Keeping People Sick: a Sustainable Business Model

It was a typical Monday and I was scrolling through my news feed. A CNBC article quickly grabbed my attention: Goldman Sachs asks in biotech research report: ‘Is curing patients a sustainable business model?’ While this article was directed at the biotech industry in genomic medicine, the question has huge relevance and applicability to chronic lifestyle illnesses that cost the U.S. trillions of dollars and reduce the lifespan (and quality of life) of millions of Americans.

Let’s walk through a fictitious, but all too familiar scenario. A 40-year-old guy named Bob eats the Western-style, standard American diet (SAD). During a routine visit, Bob’s doctor informs him that he has high cholesterol and should eat more of a plant-based diet. Bob nods to her, but then quickly dismisses the idea of changing his diet. He believes his diet is normal and therefore okay. Besides, he was raised with this diet and it’s all he knows. After all, eating meat and lots of it is viewed as manly. Also, he thinks it tastes good.

A year later, Bob goes back to his doctor. His cholesterol is higher. Realizing Bob didn’t take her advice, she tells him to start taking a statin to lower his cholesterol. Bob takes the prescription and leaves. He gets the prescription filled but only takes the statin occasionally when he thinks about it and continues to eat the way he eats: a sausage-and-egg biscuit for breakfast, chicken sandwich and fries for lunch and deluxe pizza for dinner. A few months later, Bob complains of chest pains. After tests are run, he is rushed to the heart catheterization lab, where a balloon angioplasty is performed and the cardiologist places 2 stents into his arteries. Afterward, Bob is sent home with 6 different prescription drugs to take for the rest of his life, and an order to start cardiac rehab.

Now let’s dissect this scenario from a business model standpoint.

First, we live in an environment that encourages and even celebrates a high intake of animal protein and ultra-processed convenience foods. How many times have we scrolled through social media and seen people bragging about eating a steak the size of the dinner plate, or a bacon-wrapped whatever (hot dog, cake…), or snapping that selfie with a frosted cinnamon roll the size of a soccer ball. It’s almost cult-coolness in our society. Money is made because companies know how to design food products that appeal to our innate attraction to calorically dense foods that are often addictive. This fact is eloquently explained by Dr. Doug Lisle and Dr. Alan Goldhamer in The Pleasure Trap.

Second, the cost of a heart attack is estimated to be $1 million over the individual’s life—including procedure(s), prescription drugs, and other indirect costs. This truly is the “razor/razor blade” model learned in business schools across the country. Yes, you sell the razor, but the recurring revenue stream comes from the ongoing sales of the razor blades. The heart procedure is the razor and the ongoing prescription medications would be the razor blades. Eating a poor diet will increase the odds of you participating in this model whether you want to or not.

Knowing this, we all have to ask ourselves whether we want to play in this space or not. It is our choice. Is it more desirable to get wrapped up in the current system that leads to chronic disease, or is being healthy and active into your 90s and 100s more important? Our capitalist system is very enterprising and innovative, so where there is demand for something, products and services will be created to meet that demand, whether it be the food that brings on the heart attack and the $1 million cost outlay, or the food that prevents it. And if we choose to prevent the heart attack, that $1 million could instead be spent on kayaks, “run-cations,” new bicycles (n+1) and hiking trips.

About the Author

Gigi Carter, nutritionist, personal trainer and author, resides in Washington state. She earned her bachelor’s degree in economics from John Carroll University and a master’s in business administration from Cleveland State University. Over the last two decades, Carter’s career has been mostly with Fortune 500 companies in financial services and manufacturing. Carter made a career change in 2016 to pursue her master’s in nutrition sciences from the University of Alabama at Birmingham, where she graduated with honors, and launched the socially conscious nutrition and wellness practice, My True Self, PLLC. Carter is a licensed nutritionist in the State of Washington, and certified personal trainer and senior fitness specialist with the National Academy of Sports Medicine. She is the author of The Plant-Based Workplace and co-author of The Spinach in My Teeth.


**INSTRUCTIONS TO FOLLOW**
Any picture in the data below should be skipped, while every line is repeated exactly.

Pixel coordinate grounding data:
******

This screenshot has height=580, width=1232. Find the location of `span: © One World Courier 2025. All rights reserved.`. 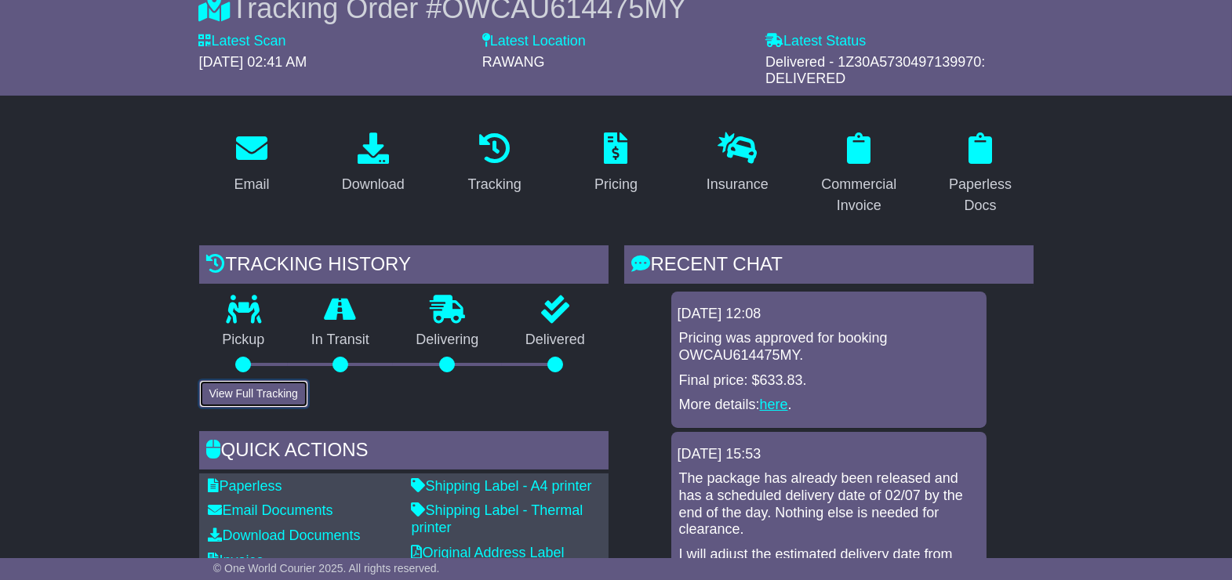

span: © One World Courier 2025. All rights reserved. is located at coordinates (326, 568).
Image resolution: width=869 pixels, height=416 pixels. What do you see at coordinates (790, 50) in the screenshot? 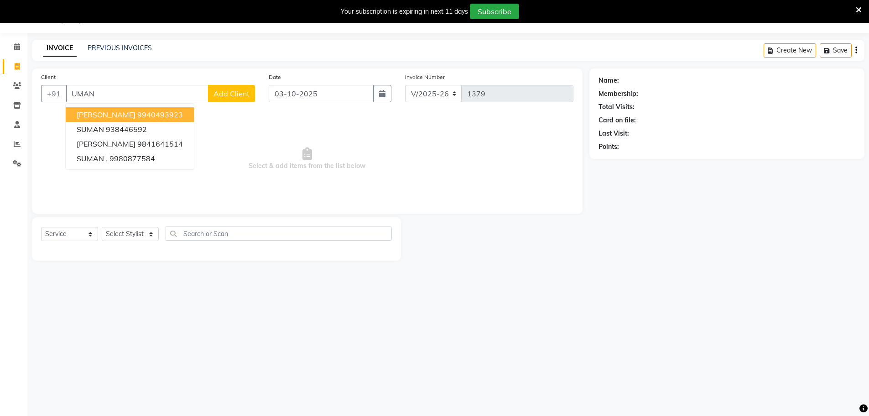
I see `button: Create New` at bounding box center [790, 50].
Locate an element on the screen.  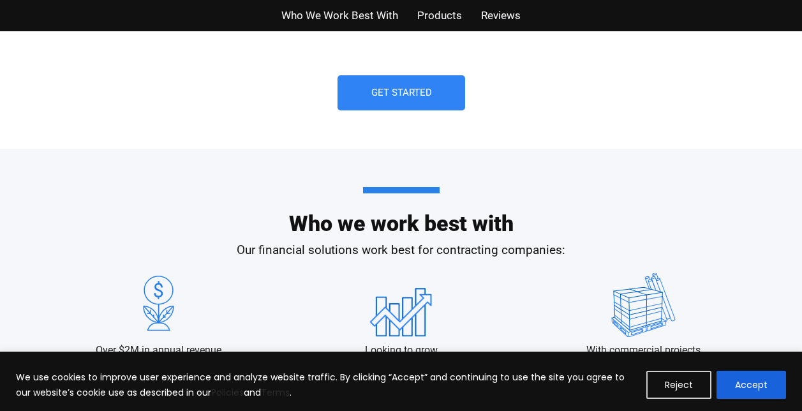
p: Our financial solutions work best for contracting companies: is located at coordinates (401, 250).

******

**WRITTEN RESPONSE**
This screenshot has height=580, width=1232. Find the location of `span: © One World Courier 2025. All rights reserved.`. 

span: © One World Courier 2025. All rights reserved. is located at coordinates (326, 568).
Image resolution: width=869 pixels, height=416 pixels. What do you see at coordinates (790, 50) in the screenshot? 
I see `button: Create New` at bounding box center [790, 50].
Locate an element on the screen.  
p: Our financial solutions work best for contracting companies: is located at coordinates (401, 250).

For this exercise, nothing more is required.